Carry On, Warrior is quieter and more domestic in focus. Untamed is more overtly about self-reinvention and became a significantly larger cultural moment. If you're deciding between them, Untamed has a stronger narrative arc; Carry On, Warrior is more fragmented but warmer in tone.
Doyle's third book and her biggest commercial success. It picks up later in her life and is author-narrated. A natural next listen if Carry On, Warrior connects with you.
Love Warrior
Doyle's second book, covering her marriage in crisis. Falls chronologically between Carry On, Warrior and Untamed. Also author-narrated.
Shauna Niequist's essay collection on slowing down and letting go of performance. Comparable tone, similar Christian-inflected personal writing, same general audience.
Girl, Wash Your Face
Rachel Hollis's personal essay collection aimed at women. It shares the conversational, blog-to-book format and the self-help-adjacent memoir space, though its tone is more motivational.
Tina Fey's essay collection is author-narrated and benefits from the same reason: hearing the voice behind the writing adds something.
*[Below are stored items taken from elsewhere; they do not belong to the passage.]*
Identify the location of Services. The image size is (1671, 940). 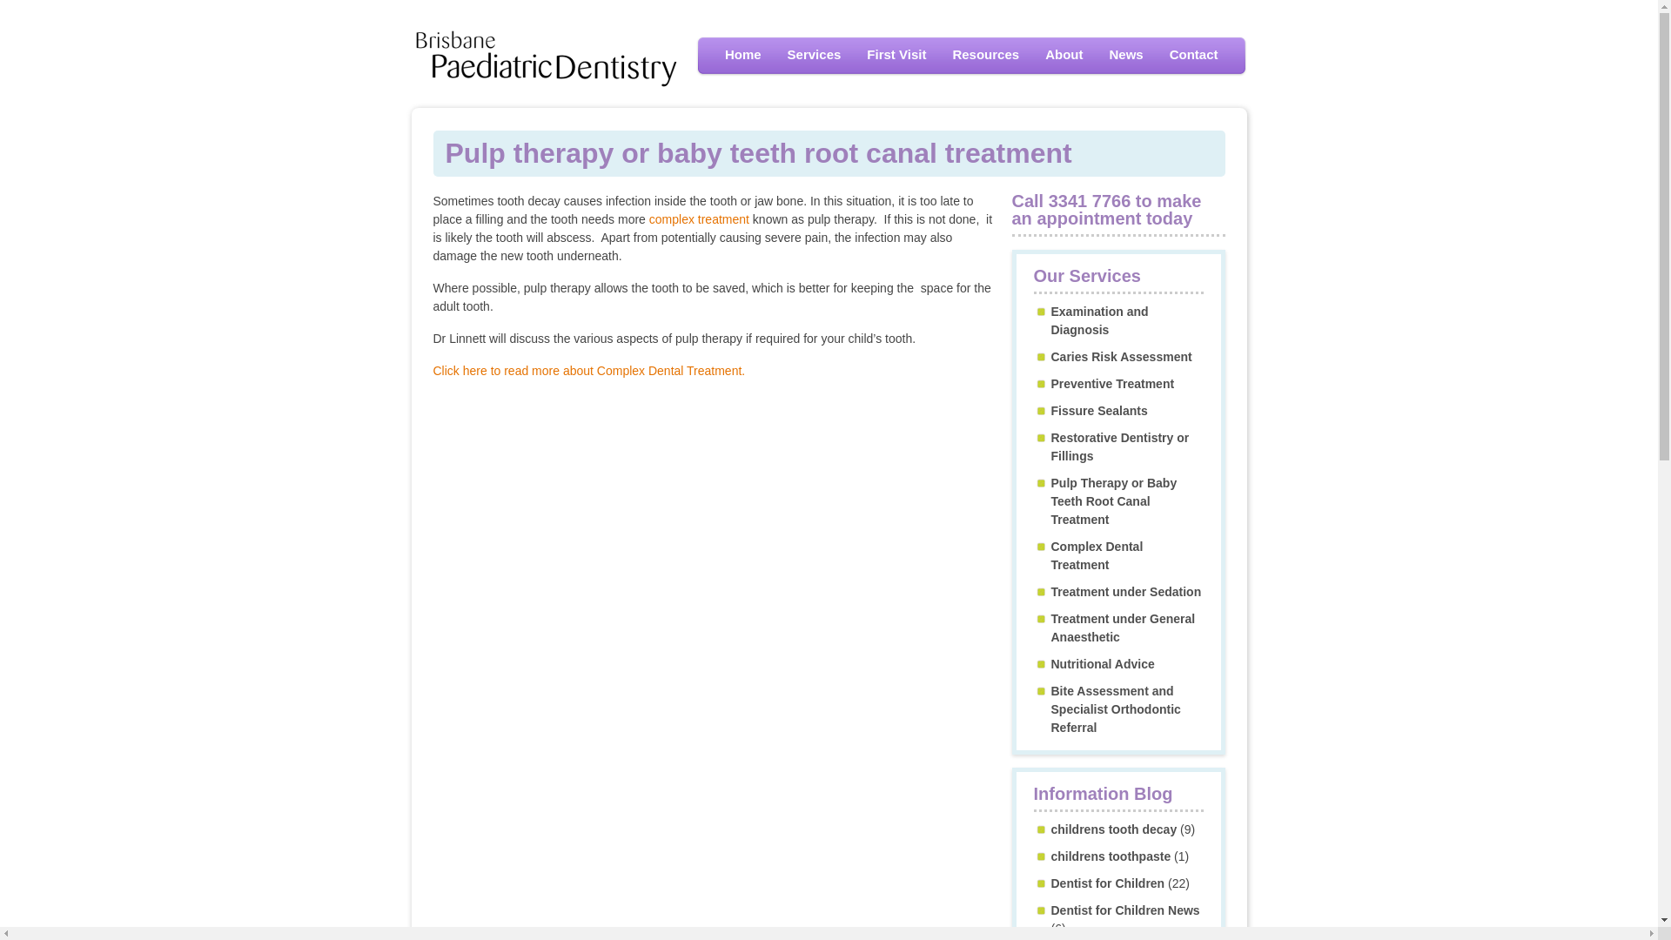
(815, 55).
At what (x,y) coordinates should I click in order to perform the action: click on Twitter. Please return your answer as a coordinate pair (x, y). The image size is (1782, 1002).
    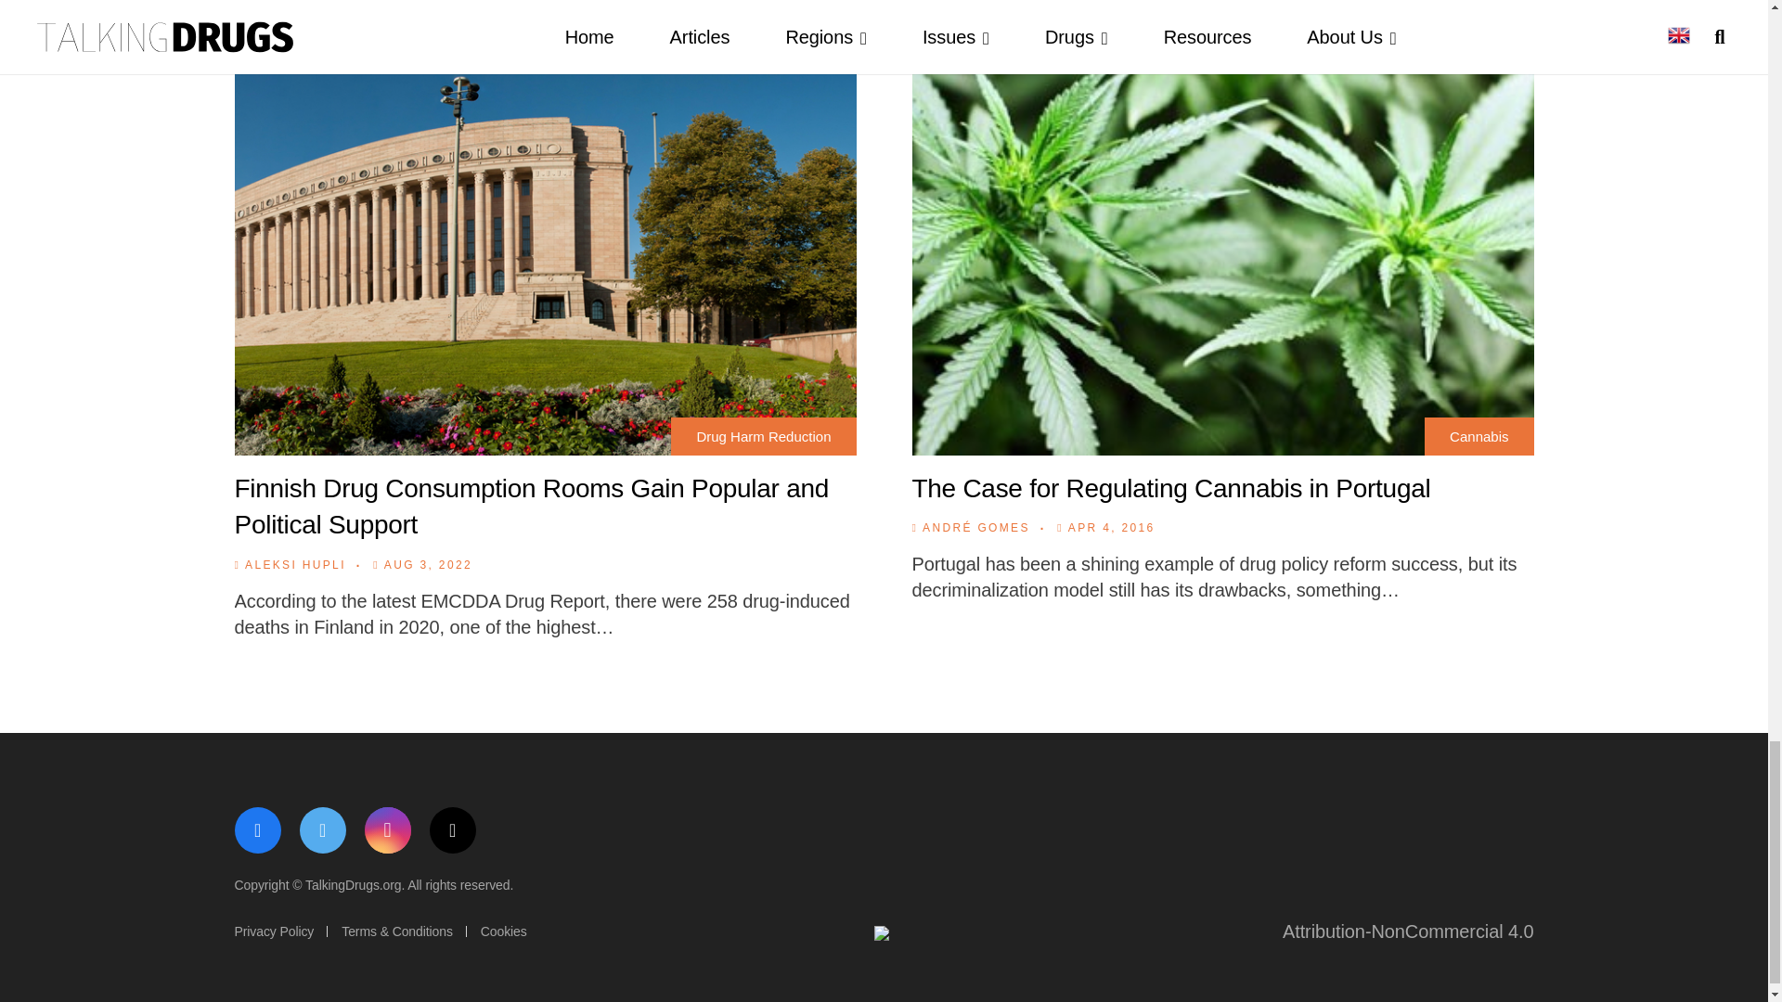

Different in tone, much funnier, but a good audio format comparison.
| Title | Carry On, Warrior |
|---|---|
| Author | Glennon Doyle |
| Narrator | Glennon Doyle Melton |
| Genre | Memoir |
| Year | 2013 |
| Publisher | Simon and Schuster |
| Abridged | Unabridged |
| Cast | Single narrator |
| Author-narrated | Yes |
Ready to listen?
Carry On, Warrior is available on Audible and is a reasonable choice for a free trial credit, particularly if you want to hear whether Doyle's voice and style work for you before committing to her later books.